Monday, February 1, 2010
Meets A.S. Dragon - Bertrand Burgalat
Bertrand Burgalat's got style, and lots of it. As a singer, producer, multi-instrumentalist, record label head, and impeccably sharp dresser, he, along with other upstarts like Benjamin Biolay and Vincent Delerm, has been keeping the swinging spirit of 1960's Paris alive since the mid-90's, both musically and sartorially. But unlike Biolay and Delerm, who sound like little more than aurally pleasing Gainsbourg/Dutronc/Polnareff clones, Burgalat does his own thing, blending spacey Stereolab-style electronics, "French touch" dance beats, groovy 60's-derived rock'n'roll, and Radiohead-esque pomposity. This, a live album from 2001, finds Burgalat fronting A.S. Dragon, an ace space rock group assembled to perform as the house band for Burgalat's own Tricatel record label (inspired by Booker T & The MGs' keenly-felt presence at Stax Records, I might add). To be quite honest, A.S. Dragon steal the show with their spectacular brand of mod rock, and it's hard to wonder if this album might not be even better had it been recorded with the group's regular frontwoman, Natacha, an androgynous-looking fashion plate with a penchant for performing au naturel. But let's not bash our man in Paris, Burgalat himself, as his louche crooning proves to be perfectly satisfactory, as he whispers across cosmic numbers like "Follow Me" in an impenetrable Gallic accent. Further cuts like "Gris Metal" and "OK Skorpios" strut with the sophistication of Roxy Music and the raw soul energy of The Small Faces.
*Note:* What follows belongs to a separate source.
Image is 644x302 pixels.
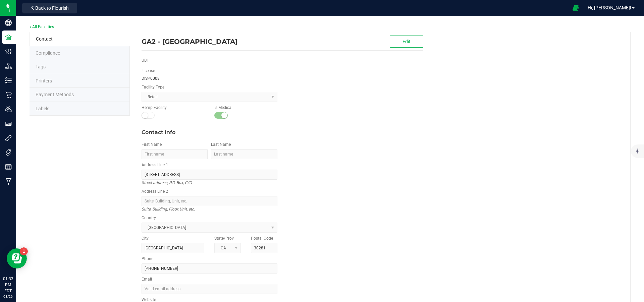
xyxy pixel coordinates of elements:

But the show-stopping highlight has gotta be the last number, a groovy, vintage keyboard-heavy rendition of Smokey Robinson's "Tears Of A Clown". A.S. Dragon stretches a Motown classic into a spectral psychedelic jam that constantly grows in intensity across seven minutes, making this a rare post-millennial live album that manages to sound more urgent and thrilling than a batch of well-considered studio cuts.